Brief introduction to biological imaging on FEL

The European XFEL facility in Hamburg will provide high flux coherent pulsed X-ray radiation with properties superior to existing light sources, Figure A.

Figure A: Comparative peak brilliance of light sources

The beam will be provided in short pulses (100 fs or shorter) at a 4.5 MHz repetition rate (220 ns between the pulses), Figure B. The pulses will be assembled into a 0.6 ms train and there will be 10 trains delivered each second. In the full-load mode there will be up to 27,000 pulses emitted per second. The technical feasibility of providing pulses shorter than 10 fs has already been shown at the LCLS facility.

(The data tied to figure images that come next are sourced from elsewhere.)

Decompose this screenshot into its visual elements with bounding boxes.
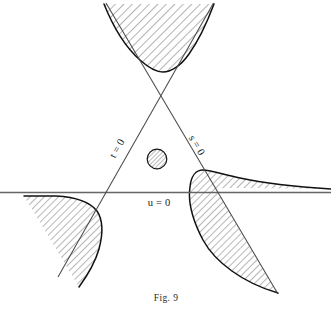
right-region-fill (190, 170, 331, 293)
figure-caption: Fig. 9 (154, 293, 179, 303)
lower-left-region-fill (24, 196, 102, 287)
figure-container: t = 0 s = 0 u = 0 Fig. 9 (0, 0, 331, 316)
label-u-equals-zero: u = 0 (148, 197, 171, 208)
figure-canvas: t = 0 s = 0 u = 0 Fig. 9 (0, 0, 331, 316)
label-t-equals-zero: t = 0 (107, 137, 127, 160)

Simulations on a single lysozyme molecule (Neutze et al. 2000) suggested that radiation damage will not significantly disrupts the initial positions of the atoms within a protein in the first 10 - 20 fs of exposure, Figure C. Over this time, the incident X-ray beam will hit the sample and, travelling at a speed of 300,000 km/s, will travel 3 to 6 µm. All photons scattered from a sample with a size less than this distance will result in a coherent diffraction image measured on a detector. This effect is known as 'diffraction before destruction' since the damage, incurred by the radiation will occur after the diffracted radiation has left the sample.

Figure B: Projected time structure of XFEL radiation

The collected image is a molecular transform of the sample, 'crystallography without crystals', for which the initial phases can be retrieved numerically, subject to the statistical strength of the recorded signal. Reconstruction of a coherent diffraction image from an object has been shown both theoretically and experimentally (Sayre, 1952; Miao et al. 1999; Chapman et al. 2006; Raines et al. 2010 and references therein). In essence, if the continuous diffraction pattern is sampled at sufficient spacing a real-space image can be reconstructed. For similar objects, repetition of the experiment followed by alignment of the reconstructions, will yield a full 3D model (cf. tomography).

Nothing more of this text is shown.